Velleius Paterculus has written its happier aspects: he describes how the "Pax Augusta," the "Roman Peace," delivered every quarter of the world from violence. He celebrates the return of Justice and prosperity, of order, of mild and equable taxation, of military discipline and magisterial authority. It is like the Saturnian Reign, which Virgil sings in the Eclogue "Pollio."

All the same, however, she added, regaining her usual rôle of magisterial common-sense, 'a woman, in my opinion ought to go with her husband in religious matters. 'Provided, of course, she sets him at nought in all others, put in Mr. Wynnstay, rising and daintily depositing the cat. 'Many men, however, my dear, might be willing to compromise it differently.

"You'd better put this round you." And he dropped it at her feet, and hurried away before she could pick up the gift, or bless the giver.

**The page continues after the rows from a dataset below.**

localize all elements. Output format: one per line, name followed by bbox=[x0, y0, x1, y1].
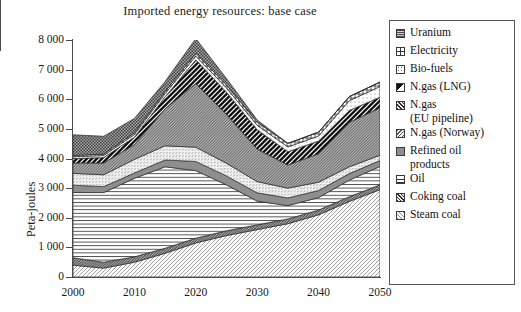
legend-item[interactable]: Bio-fuels bbox=[396, 62, 510, 79]
legend-item[interactable]: N.gas (Norway) bbox=[396, 126, 510, 143]
legend-item[interactable]: Oil bbox=[396, 172, 510, 189]
legend-item[interactable]: Coking coal bbox=[396, 190, 510, 207]
legend-swatch-icon bbox=[396, 29, 405, 38]
chart-figure: Imported energy resources: base case Pet… bbox=[0, 0, 521, 312]
y-tick-label: 8 000 bbox=[6, 34, 64, 46]
legend-item[interactable]: Electricity bbox=[396, 44, 510, 61]
x-tick-label: 2010 bbox=[112, 286, 156, 298]
legend-item[interactable]: N.gas (LNG) bbox=[396, 80, 510, 97]
plot-area bbox=[73, 40, 380, 277]
legend-swatch-icon bbox=[396, 65, 405, 74]
legend-item-label: N.gas (LNG) bbox=[410, 80, 471, 94]
x-tick-label: 2000 bbox=[51, 286, 95, 298]
legend-item-label: Steam coal bbox=[410, 208, 461, 222]
legend-swatch-icon bbox=[396, 83, 405, 92]
legend-swatch-icon bbox=[396, 47, 405, 56]
legend-swatch-icon bbox=[396, 211, 405, 220]
legend-swatch-icon bbox=[396, 129, 405, 138]
x-tick-label: 2030 bbox=[235, 286, 279, 298]
y-tick-label: 5 000 bbox=[6, 123, 64, 135]
legend-swatch-icon bbox=[396, 147, 405, 156]
x-tick-label: 2020 bbox=[174, 286, 218, 298]
legend-item-label: N.gas (EU pipeline) bbox=[410, 98, 473, 125]
legend-swatch-icon bbox=[396, 175, 405, 184]
legend-item-label: Electricity bbox=[410, 44, 458, 58]
legend-item-label: Coking coal bbox=[410, 190, 466, 204]
y-tick-label: 4 000 bbox=[6, 153, 64, 165]
y-tick-label: 6 000 bbox=[6, 93, 64, 105]
y-tick-label: 2 000 bbox=[6, 212, 64, 224]
y-tick-label: 0 bbox=[6, 271, 64, 283]
legend-item[interactable]: Uranium bbox=[396, 26, 510, 43]
x-axis-line bbox=[72, 277, 381, 278]
legend-item[interactable]: Steam coal bbox=[396, 208, 510, 225]
legend-item-label: Oil bbox=[410, 172, 425, 186]
legend-swatch-icon bbox=[396, 193, 405, 202]
legend-item[interactable]: N.gas (EU pipeline) bbox=[396, 98, 510, 125]
area-series-group bbox=[73, 40, 380, 277]
y-axis-tick-labels: 01 0002 0003 0004 0005 0006 0007 0008 00… bbox=[0, 0, 64, 312]
y-tick-label: 1 000 bbox=[6, 241, 64, 253]
x-tick-label: 2040 bbox=[297, 286, 341, 298]
legend-item[interactable]: Refined oil products bbox=[396, 144, 510, 171]
y-tick-label: 3 000 bbox=[6, 182, 64, 194]
stacked-area-plot bbox=[73, 40, 380, 277]
legend-item-label: Refined oil products bbox=[410, 144, 461, 171]
legend-swatch-icon bbox=[396, 101, 405, 110]
legend-item-label: Bio-fuels bbox=[410, 62, 453, 76]
legend: UraniumElectricityBio-fuelsN.gas (LNG)N.… bbox=[389, 20, 515, 285]
legend-item-label: Uranium bbox=[410, 26, 451, 40]
y-tick-label: 7 000 bbox=[6, 64, 64, 76]
legend-item-label: N.gas (Norway) bbox=[410, 126, 484, 140]
x-tick-label: 2050 bbox=[358, 286, 402, 298]
chart-title: Imported energy resources: base case bbox=[60, 4, 380, 19]
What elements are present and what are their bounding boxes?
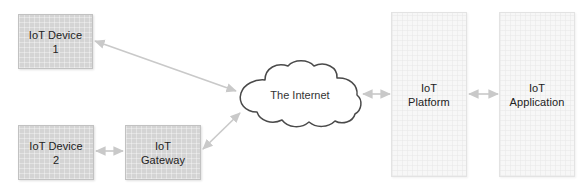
cloud-label: The Internet [232,58,368,130]
node-label-line1: IoT [421,81,437,95]
node-label-line1: IoT [155,139,171,153]
node-iot-application[interactable]: IoT Application [499,12,575,177]
node-iot-gateway[interactable]: IoT Gateway [125,125,201,180]
diagram-canvas: IoT Device 1 IoT Device 2 IoT Gateway Th… [0,0,583,189]
node-label-line1: IoT [529,81,545,95]
node-label-line2: 2 [53,153,59,167]
node-label-line1: IoT Device [29,28,82,42]
node-label-line2: Platform [408,95,450,109]
node-label-line2: Application [510,95,565,109]
node-label-line2: Gateway [141,153,185,167]
arrow-device1-internet [95,41,236,91]
node-iot-device-2[interactable]: IoT Device 2 [18,125,94,180]
node-label-line2: 1 [52,42,58,56]
node-iot-device-1[interactable]: IoT Device 1 [18,14,93,69]
node-iot-platform[interactable]: IoT Platform [391,12,467,177]
node-the-internet[interactable]: The Internet [232,58,368,130]
node-label-line1: IoT Device [29,139,82,153]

He gave himself no credit for the deed, and he wanted none. What did he care about a coat? he who had been frozen to the heart already. Would a coat revive his good name, or cover the disgrace of that magisterial caution?

And it pertains to the church representative, by applying the laws of Christ in his Word, to declare who are qualified for the ministry, and who are not. But here the civil power, without any regard to church judicatories, by a magisterial authority, judges and determines, the qualifications that gospel ministers must have, otherwise they cannot be acknowledged ministers of this church.

A beautiful collie dog lay upon the grass near his chair, watching the master's face almost as tenderly as the master took in the still more magisterial physiognomy of the house; and a little bristling, bustling terrier bestowed a desultory attendance upon the other gentlemen.

In this passage, as so often elsewhere, Montesquieu is quite Aristotelian, for Aristotle wrote: "It is evident that at times certain laws must be changed, but this requires great circumspection for, when there is little to be gained thereby, inasmuch as it is dangerous that citizens should be accustomed to find it easy to change the law, it is better to leave a few errors in our magisterial and legislative arrangements than to accustom the people to constant change.

This latter, with a lantern in one hand and his cap in the other, respectfully preceded the burgomaster, whose magisterial proportions were lost in the half shadows of the staircase. Behind the judge, and a few steps lower, the inquisitive faces of the people belonging to the inn were dimly visible by the light of another lantern.

Many enthroned and magisterial authorities seem so much more important and powerful than the simple human heart, but let the trial of strength come, and we see the might of the delicate invisible energy that wells up out of the infinite mystery to support the dreams of man.

He need not really have taken this precaution; those whose eyes he caught more or less nodded in return. A nice-looking boy of thirteen or fourteen, who had the place on the left of the lady in the sofa seat under the port, bowed with almost magisterial gravity, and made the lady on the sofa smile, as if she were his mother and understood him.